34. John Kerry and Richard Lugar
for being the adults on Capitol Hill.
Senators | Washington
Second acts for failed presidential candidates are tough to pull off. But John Kerry emerged from his bruising 2004 defeat to become a statesman in a U.S. Senate no longer much interested in the world, using his chairmanship of the Foreign Relations Committee to serve as a quiet but effective emissary for Barack Obama's administration. Last year, after Hamid Karzai won a presidential election marred by fraud, Kerry made a flurry of trips to Kabul and helped convince a reluctant Afghan president to submit to a runoff vote.

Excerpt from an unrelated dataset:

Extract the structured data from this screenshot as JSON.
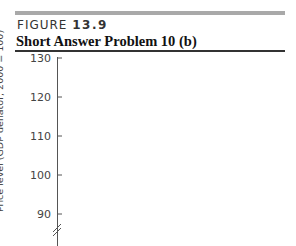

Closer to home, Kerry and his Republican counterpart, veteran lawmaker Richard Lugar, have established the Foreign Relations Committee as a lone outpost of at least occasional bipartisanship. The two joined forces to advance New START, Obama's nuclear arms reduction agreement with Russia -- a longstanding concern for Lugar, who has been a legendary figure in arms control since co-authoring landmark post-Cold War weapons-reduction legislation in 1992. Kerry and Lugar also worked to pass a massive $7.5 billion aid package for Pakistan, which could prove a crucial boost in the wake of this summer's disastrous flooding. Their efforts reflect a serious concern for America's place in the world, which, in a political season dominated by domestic concerns and partisan posturing, is a welcome thing indeed.
35. Paul Farmer
for showing the world what to do, and what not to do, in Haiti.
Medical anthropologist, Harvard University | Boston
When the earthquake struck Haiti in January, donors around the world scrambled to figure out who was best prepared to help the survivors. The near-unanimous answer was Paul Farmer. For the last 23 years, Farmer has worked to make his organization, Partners in Health, a model for how aid can be done -- with local staff and low overhead, two characteristics that have made it indispensable this year. As U.N. Haiti envoy Bill Clinton's right-hand man, Farmer has lauded the generosity of the response to the earthquake, but he has also called the world out for shirking its responsibilities to the needy.
"NGOs have to be careful not to replace the state," he recently told students at Macalester College. "If they are filling the role the public sector should be filling, can they find a way to help rebuild that locally?" It's a lesson that, thanks in part to Farmer, is spreading around the world: The most successful aid efforts are driven by people on the ground, rather than dictates from Washington.
Reading list: The Idea of Justice, by Amartya Sen; The Best and the Brightest, by David Halberstam; Standard Operating Procedure, by Philip Gourevitch and Errol Morris.
Best idea: The massive effort to build
Haiti back better after the quake.
Worst idea: Not keeping our pledges to
Haiti.
China or India? India.
36. Michelle Bachelet
for applying a stateswoman's vision to gender equality.
Undersecretary-general, U.N. Women | New York
No one would have guessed that Michelle Bachelet -- a single mother, a socialist, and a survivor of torture under Gen. Augusto Pinochet's regime -- would emerge as one of Latin America's most conciliatory and universally admired leaders. But, indeed, her term as president of Chile was marked by a judiciousness of spirit and policy. She negotiated free trade agreements while expanding health-care coverage; she saved the country's boom-time export surplus while spending on government-run day-care centers. "In my family I learned that all people should be equal in opportunities and that justice was essential, dignity was essential," she told the Nation in September.
Tapped this year to head a new U.N. super-agency dedicated to the protection of women's rights, Bachelet will now be bringing her fearless-but-measured leadership style to the world stage. One key focus will be combating workplace discrimination, given that bringing women into the workplace has proved to be among the most efficient ways to jump-start struggling economies. "Women are almost invisible in some places," Bachelet said in September. "It is a shame for humanity."
CLAUDIO SANTANA/AFP/Getty Images
37. Martin Wolf
for dishing out the economic advice no one wants to hear.
Columnist, Financial Times | Britain
Before he became Britain's most influential financial journalist, Martin Wolf worked for the World Bank under the 1970s leadership of Robert McNamara, the famously hard-headed former U.S. defense secretary. There Wolf watched as McNamara's ideas -- namely, that increasing poor countries' investments was key to their escaping poverty -- led to the debt crises that swept the developing world in the following decade. The experience shook the young economist's worldview, leading him to believe, as he told the New Republic last year, "It's really, really, really hard for large institutions to make intelligent decisions."
In his dense, authoritative Financial Times columns and blog posts, Wolf has this year offered similarly gloomy -- and indispensable -- wisdoms about Europe's long road to economic recovery. Looking across the pond, he has been a reliable critic of Barack Obama's economics brain trust, while assailing his tax-cutting Republican detractors for conspiring "to destroy the credit of the U.S. federal government" and so bring about "the end of the U.S. era of global dominance."